NEGOTIATION
by Douglas Messerli
Nicole Brossard, Shadow Soft et Soif, translated from the French by Guy Bennett (Los
Angeles: Seeing Eye Books, 2003)
The coincidence of Nicole Brossard’s
short book of poetry Shadow Soft et Soif
being published at the same time as the Canadian poet and fiction writer’s
three fictions, The Blue Book
(Toronto: Coach House Press, 2003), gives joy to those, like me, who think Brossard
is one of the most outstanding of North American writers.
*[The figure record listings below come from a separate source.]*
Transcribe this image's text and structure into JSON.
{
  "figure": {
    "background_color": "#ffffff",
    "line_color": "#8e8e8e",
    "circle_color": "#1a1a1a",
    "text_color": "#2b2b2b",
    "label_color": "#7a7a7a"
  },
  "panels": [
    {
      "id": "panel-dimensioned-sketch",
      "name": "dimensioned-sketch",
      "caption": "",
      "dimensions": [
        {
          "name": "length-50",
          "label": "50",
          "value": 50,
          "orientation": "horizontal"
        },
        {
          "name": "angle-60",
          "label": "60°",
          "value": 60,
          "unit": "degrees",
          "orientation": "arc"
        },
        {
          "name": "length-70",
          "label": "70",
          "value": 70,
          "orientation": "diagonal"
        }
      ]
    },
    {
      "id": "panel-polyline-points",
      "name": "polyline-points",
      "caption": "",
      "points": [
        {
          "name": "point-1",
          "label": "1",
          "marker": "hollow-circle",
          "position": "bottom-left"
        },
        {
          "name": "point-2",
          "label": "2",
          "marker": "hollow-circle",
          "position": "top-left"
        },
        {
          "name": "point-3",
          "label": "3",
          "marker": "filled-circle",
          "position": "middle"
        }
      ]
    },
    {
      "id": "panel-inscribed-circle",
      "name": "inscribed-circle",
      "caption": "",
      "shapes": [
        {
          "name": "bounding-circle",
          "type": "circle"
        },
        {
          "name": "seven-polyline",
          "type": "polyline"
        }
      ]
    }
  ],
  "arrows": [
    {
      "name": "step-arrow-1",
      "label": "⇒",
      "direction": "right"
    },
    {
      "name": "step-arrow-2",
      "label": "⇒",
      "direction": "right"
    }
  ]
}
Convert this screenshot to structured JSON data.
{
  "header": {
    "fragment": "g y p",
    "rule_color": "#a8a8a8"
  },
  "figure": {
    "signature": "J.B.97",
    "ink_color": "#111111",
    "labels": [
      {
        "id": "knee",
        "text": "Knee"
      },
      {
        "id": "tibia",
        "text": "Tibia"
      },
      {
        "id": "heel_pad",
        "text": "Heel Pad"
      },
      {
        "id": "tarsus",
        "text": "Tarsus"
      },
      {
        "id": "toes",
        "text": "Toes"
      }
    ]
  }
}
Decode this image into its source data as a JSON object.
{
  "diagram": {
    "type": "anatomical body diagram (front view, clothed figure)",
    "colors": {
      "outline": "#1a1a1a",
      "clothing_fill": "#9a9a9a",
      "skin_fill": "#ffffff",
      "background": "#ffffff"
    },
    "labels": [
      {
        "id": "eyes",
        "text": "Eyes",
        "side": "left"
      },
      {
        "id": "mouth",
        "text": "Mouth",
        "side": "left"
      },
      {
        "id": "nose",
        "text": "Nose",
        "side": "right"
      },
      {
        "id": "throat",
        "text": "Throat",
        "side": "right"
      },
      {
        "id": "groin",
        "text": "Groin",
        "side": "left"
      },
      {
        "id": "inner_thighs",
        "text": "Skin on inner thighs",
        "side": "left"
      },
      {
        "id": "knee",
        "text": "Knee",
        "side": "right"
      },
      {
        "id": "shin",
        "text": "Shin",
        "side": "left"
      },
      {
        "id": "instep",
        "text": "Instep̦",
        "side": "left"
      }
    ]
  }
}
Like many of her other works, the book is written in a voice that is at once highly lyrical and extremely private. The reader often has the feeling in Brossard’s work that he or she is a sort of voyeur, listening in to an immediate series of events and thoughts expressed by the poet to a loved one. But then, perhaps the reader can also feel herself or himself as the lover, and that creates a kind of sensual thrill in reading her work.
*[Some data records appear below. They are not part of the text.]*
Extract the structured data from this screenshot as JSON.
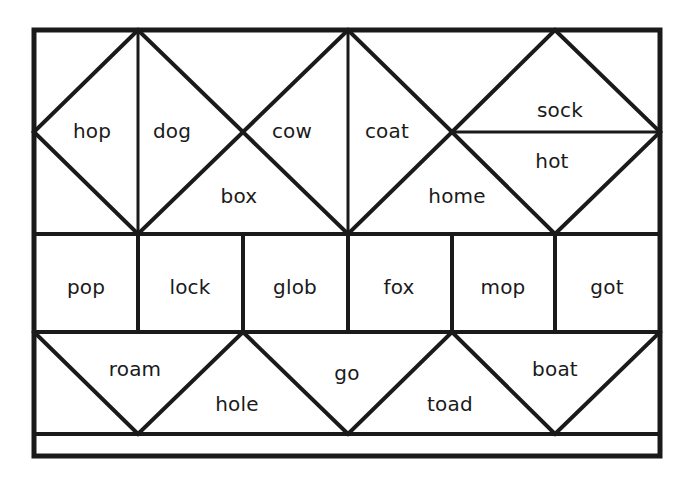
{
  "worksheet": {
    "title": "Word sort grid worksheet",
    "background_color": "#ffffff",
    "line_color": "#1a1a1a",
    "text_color": "#1a1a1a",
    "frame": {
      "x": 34,
      "y": 30,
      "width": 626,
      "height": 426
    },
    "rows": [
      {
        "name": "top-row-diamonds",
        "y_top": 30,
        "y_bottom": 234,
        "cells": [
          {
            "id": "hop",
            "label": "hop",
            "x": 92,
            "y": 132
          },
          {
            "id": "dog",
            "label": "dog",
            "x": 172,
            "y": 132
          },
          {
            "id": "box",
            "label": "box",
            "x": 239,
            "y": 197
          },
          {
            "id": "cow",
            "label": "cow",
            "x": 292,
            "y": 132
          },
          {
            "id": "coat",
            "label": "coat",
            "x": 387,
            "y": 132
          },
          {
            "id": "home",
            "label": "home",
            "x": 457,
            "y": 197
          },
          {
            "id": "sock",
            "label": "sock",
            "x": 560,
            "y": 111
          },
          {
            "id": "hot",
            "label": "hot",
            "x": 552,
            "y": 162
          }
        ]
      },
      {
        "name": "middle-row-rectangles",
        "y_top": 234,
        "y_bottom": 332,
        "cells": [
          {
            "id": "pop",
            "label": "pop",
            "x": 86,
            "y": 288
          },
          {
            "id": "lock",
            "label": "lock",
            "x": 190,
            "y": 288
          },
          {
            "id": "glob",
            "label": "glob",
            "x": 295,
            "y": 288
          },
          {
            "id": "fox",
            "label": "fox",
            "x": 399,
            "y": 288
          },
          {
            "id": "mop",
            "label": "mop",
            "x": 503,
            "y": 288
          },
          {
            "id": "got",
            "label": "got",
            "x": 607,
            "y": 288
          }
        ]
      },
      {
        "name": "bottom-row-triangles",
        "y_top": 332,
        "y_bottom": 434,
        "cells": [
          {
            "id": "roam",
            "label": "roam",
            "x": 135,
            "y": 370
          },
          {
            "id": "hole",
            "label": "hole",
            "x": 237,
            "y": 405
          },
          {
            "id": "go",
            "label": "go",
            "x": 347,
            "y": 374
          },
          {
            "id": "toad",
            "label": "toad",
            "x": 450,
            "y": 405
          },
          {
            "id": "boat",
            "label": "boat",
            "x": 555,
            "y": 370
          }
        ]
      },
      {
        "name": "bottom-blank-strip",
        "y_top": 434,
        "y_bottom": 456,
        "cells": []
      }
    ],
    "all_words": [
      "hop",
      "dog",
      "box",
      "cow",
      "coat",
      "home",
      "sock",
      "hot",
      "pop",
      "lock",
      "glob",
      "fox",
      "mop",
      "got",
      "roam",
      "hole",
      "go",
      "toad",
      "boat"
    ]
  }
}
As in her other books, also, there is a feeling of “negotiation,” of the
poet straddling worlds. As a French-speaking Canadian, her work in translation
often contains both English and French lines. As the title indicates, the
shadow about which Brossard is writing is both soft and “thirsty,” something
both gentle (as if she had reversed Dylan Thomas’s plea to “not go gentle into
that good night.”) yet slightly rapacious. As a poet and fiction writer,
Brossard often crosses genres, and in this book she reminds the reader several
times that, while it is a work of poetry, it is also a narrative:
for now
we’re
still narratingnight falls slowly
In order to create the “shadow” one must have the sun and such
oppositions as the morning and evening, the fresh beginning of life and
potential death. Love is often proffered and just as quickly pulled away. Order
and precision alternate with “avalanches of shattered glass.” Indeed,
Brossard’s world is pulled between “pleasure” and “gestures / bites, bedrooms
with their shadowy, supple, hollow spaces, knotted brows.”
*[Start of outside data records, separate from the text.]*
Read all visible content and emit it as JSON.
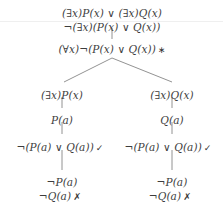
{
  "diagram": {
    "type": "semantic-tableau",
    "notation": {
      "exists": "∃",
      "forall": "∀",
      "negation": "¬",
      "disjunction": "∨",
      "check_mark": "✓",
      "close_mark": "✗",
      "star_mark": "∗"
    },
    "colors": {
      "text": "#3d3d3d",
      "edge": "#767676",
      "background": "#ffffff"
    },
    "nodes": [
      {
        "id": "n1",
        "text": "(∃x)P(x) ∨ (∃x)Q(x)",
        "mark": "",
        "x": 112,
        "y": 8,
        "role": "root-goal"
      },
      {
        "id": "n2",
        "text": "¬(∃x)(P(x) ∨ Q(x))",
        "mark": "",
        "x": 112,
        "y": 22,
        "role": "negated-assumption"
      },
      {
        "id": "n3",
        "text": "(∀x)¬(P(x) ∨ Q(x))",
        "mark": "∗",
        "x": 112,
        "y": 44,
        "role": "quantifier-exchange"
      },
      {
        "id": "n4l",
        "text": "(∃x)P(x)",
        "mark": "",
        "x": 62,
        "y": 90,
        "role": "left-disjunct"
      },
      {
        "id": "n4r",
        "text": "(∃x)Q(x)",
        "mark": "",
        "x": 172,
        "y": 90,
        "role": "right-disjunct"
      },
      {
        "id": "n5l",
        "text": "P(a)",
        "mark": "",
        "x": 62,
        "y": 115,
        "role": "existential-instantiation"
      },
      {
        "id": "n5r",
        "text": "Q(a)",
        "mark": "",
        "x": 172,
        "y": 115,
        "role": "existential-instantiation"
      },
      {
        "id": "n6l",
        "text": "¬(P(a) ∨ Q(a))",
        "mark": "✓",
        "x": 60,
        "y": 142,
        "role": "universal-instantiation"
      },
      {
        "id": "n6r",
        "text": "¬(P(a) ∨ Q(a))",
        "mark": "✓",
        "x": 168,
        "y": 142,
        "role": "universal-instantiation"
      },
      {
        "id": "n7l",
        "text": "¬P(a)",
        "mark": "",
        "x": 62,
        "y": 177,
        "role": "de-morgan-conjunct"
      },
      {
        "id": "n7r",
        "text": "¬P(a)",
        "mark": "",
        "x": 172,
        "y": 177,
        "role": "de-morgan-conjunct"
      },
      {
        "id": "n8l",
        "text": "¬Q(a)",
        "mark": "✗",
        "x": 60,
        "y": 191,
        "role": "closed-branch"
      },
      {
        "id": "n8r",
        "text": "¬Q(a)",
        "mark": "✗",
        "x": 170,
        "y": 191,
        "role": "closed-branch"
      }
    ],
    "edges": [
      {
        "id": "e1",
        "kind": "vertical",
        "x1": 112,
        "y1": 28,
        "x2": 112,
        "y2": 39
      },
      {
        "id": "e2",
        "kind": "branch-left",
        "x1": 112,
        "y1": 58,
        "x2": 64,
        "y2": 82
      },
      {
        "id": "e3",
        "kind": "branch-right",
        "x1": 112,
        "y1": 58,
        "x2": 172,
        "y2": 82
      },
      {
        "id": "e4",
        "kind": "vertical",
        "x1": 62,
        "y1": 97,
        "x2": 62,
        "y2": 108
      },
      {
        "id": "e5",
        "kind": "vertical",
        "x1": 172,
        "y1": 97,
        "x2": 172,
        "y2": 108
      },
      {
        "id": "e6",
        "kind": "vertical",
        "x1": 62,
        "y1": 122,
        "x2": 62,
        "y2": 134
      },
      {
        "id": "e7",
        "kind": "vertical",
        "x1": 172,
        "y1": 122,
        "x2": 172,
        "y2": 134
      },
      {
        "id": "e8",
        "kind": "vertical",
        "x1": 62,
        "y1": 150,
        "x2": 62,
        "y2": 170
      },
      {
        "id": "e9",
        "kind": "vertical",
        "x1": 172,
        "y1": 150,
        "x2": 172,
        "y2": 170
      }
    ]
  }
}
By the time the narrative is complete and, at the end of the series of
short poetic sequences, “night falls,” the poet is left with no answers, only
“questions,” lingering “bubbles of silence.” But the language she has used to
get there has expanded her comprehension of life. And one perceives that even
while the human experience has been utterly fragmented (“nights displace
knees,” and “heads or tails” are “scattered”), at dawn once more life is put
into motion, “the verb to be courses / in the veins, a heavenly body, it flies
/ after love or a grain of salt.” The cycle, the negotiation between self and
lover, between reader and poet, will begin anew.
Los
Angeles, 2003
Reprinted from Green Integer Blog (December 2008).